GROUND ZERO OF THE HOMELESS CRISIS: Stanford professor who changed America with just one study was also a liar.
This may explain [Stanford psychology and law professor David Rosenhan]. He saw real problems in society: The country was warehousing very sick people in horror houses pretending to be hospitals, our diagnostic systems were flawed and psychiatrists in many ways had too much power — and very little substance. He saw how psychiatric labels degraded people and how doctors see patients through the prism of their mental illness. All of this was true. In many ways, it is still true.
But the problem is that scientific research needs to be sound. We cannot build progress on a rotten foundation.

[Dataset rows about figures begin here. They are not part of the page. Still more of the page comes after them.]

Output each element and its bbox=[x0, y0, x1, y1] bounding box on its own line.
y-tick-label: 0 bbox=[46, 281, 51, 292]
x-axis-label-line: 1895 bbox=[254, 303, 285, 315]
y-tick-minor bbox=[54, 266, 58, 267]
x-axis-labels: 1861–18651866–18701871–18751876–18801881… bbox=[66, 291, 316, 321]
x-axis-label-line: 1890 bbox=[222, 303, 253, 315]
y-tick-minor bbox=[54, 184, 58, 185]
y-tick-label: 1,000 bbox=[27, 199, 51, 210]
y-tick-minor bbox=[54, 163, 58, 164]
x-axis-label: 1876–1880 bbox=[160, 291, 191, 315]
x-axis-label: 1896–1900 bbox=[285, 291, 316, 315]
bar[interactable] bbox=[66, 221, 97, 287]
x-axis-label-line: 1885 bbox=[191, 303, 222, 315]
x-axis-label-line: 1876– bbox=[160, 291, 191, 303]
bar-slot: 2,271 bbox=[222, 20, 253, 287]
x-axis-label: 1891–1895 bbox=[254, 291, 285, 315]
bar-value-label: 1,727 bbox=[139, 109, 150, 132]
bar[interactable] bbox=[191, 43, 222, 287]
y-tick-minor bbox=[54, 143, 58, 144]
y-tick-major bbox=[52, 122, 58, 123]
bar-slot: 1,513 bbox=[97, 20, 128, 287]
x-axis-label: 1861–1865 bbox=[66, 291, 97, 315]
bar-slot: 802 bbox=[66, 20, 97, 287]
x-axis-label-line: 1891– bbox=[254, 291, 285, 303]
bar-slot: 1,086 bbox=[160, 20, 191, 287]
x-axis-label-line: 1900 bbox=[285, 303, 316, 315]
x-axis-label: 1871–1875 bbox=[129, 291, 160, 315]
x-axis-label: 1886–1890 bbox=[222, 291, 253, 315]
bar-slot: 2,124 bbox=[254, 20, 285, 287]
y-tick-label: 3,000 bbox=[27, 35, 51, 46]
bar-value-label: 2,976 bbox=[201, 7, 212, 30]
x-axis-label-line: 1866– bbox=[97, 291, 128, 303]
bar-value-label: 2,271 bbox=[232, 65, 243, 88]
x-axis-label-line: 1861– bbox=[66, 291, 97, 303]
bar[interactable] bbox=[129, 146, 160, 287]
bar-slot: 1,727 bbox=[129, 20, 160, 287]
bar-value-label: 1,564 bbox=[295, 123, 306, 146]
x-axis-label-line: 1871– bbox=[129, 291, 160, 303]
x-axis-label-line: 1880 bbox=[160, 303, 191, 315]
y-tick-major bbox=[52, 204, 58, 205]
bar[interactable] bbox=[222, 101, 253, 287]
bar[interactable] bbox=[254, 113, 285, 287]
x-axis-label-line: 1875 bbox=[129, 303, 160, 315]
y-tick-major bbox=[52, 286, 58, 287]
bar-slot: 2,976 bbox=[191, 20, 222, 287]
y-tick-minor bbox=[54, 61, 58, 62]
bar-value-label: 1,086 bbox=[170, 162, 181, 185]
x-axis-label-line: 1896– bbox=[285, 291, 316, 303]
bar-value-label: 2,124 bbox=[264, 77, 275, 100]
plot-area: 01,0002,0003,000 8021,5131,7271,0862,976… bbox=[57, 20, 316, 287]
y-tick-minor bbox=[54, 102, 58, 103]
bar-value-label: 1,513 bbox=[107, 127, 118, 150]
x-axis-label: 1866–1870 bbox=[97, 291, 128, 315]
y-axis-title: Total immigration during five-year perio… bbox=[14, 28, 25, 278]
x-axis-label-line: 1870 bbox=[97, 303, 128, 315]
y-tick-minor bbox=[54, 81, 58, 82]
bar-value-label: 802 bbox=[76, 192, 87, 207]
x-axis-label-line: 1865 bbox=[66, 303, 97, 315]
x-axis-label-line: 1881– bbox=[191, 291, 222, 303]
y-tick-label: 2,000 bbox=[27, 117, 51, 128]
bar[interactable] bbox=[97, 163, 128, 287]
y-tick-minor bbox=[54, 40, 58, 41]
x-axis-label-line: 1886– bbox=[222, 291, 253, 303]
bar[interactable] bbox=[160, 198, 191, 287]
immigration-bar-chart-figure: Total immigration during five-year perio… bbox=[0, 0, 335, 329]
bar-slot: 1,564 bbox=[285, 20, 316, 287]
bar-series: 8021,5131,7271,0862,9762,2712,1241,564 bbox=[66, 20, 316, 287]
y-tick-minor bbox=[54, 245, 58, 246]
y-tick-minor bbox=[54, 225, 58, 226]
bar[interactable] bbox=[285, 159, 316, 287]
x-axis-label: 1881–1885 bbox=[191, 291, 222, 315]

In disregarding Lando’s data and inventing other facts, Rosenhan missed an opportunity to create something three-dimensional, something a bit messier but more honest. Instead, he helped perpetuate a dangerous half-truth.
And today, what we have is a mental-health crisis of epic proportions. Over 100,000 people with serious mental illnesses live on the streets, while we are chronically short of safe housing and hospital beds for the sickest among us.
Had Rosenhan been more measured in his treatment of the hospitals, had he included Lando’s data, there’s a chance a different dialogue, less extreme in its certainty, would have emerged from his study and maybe, just maybe, we’d be in a better place.
Read the whole thing.
Flash-forward to today: San Francisco, Hostage to the Homeless.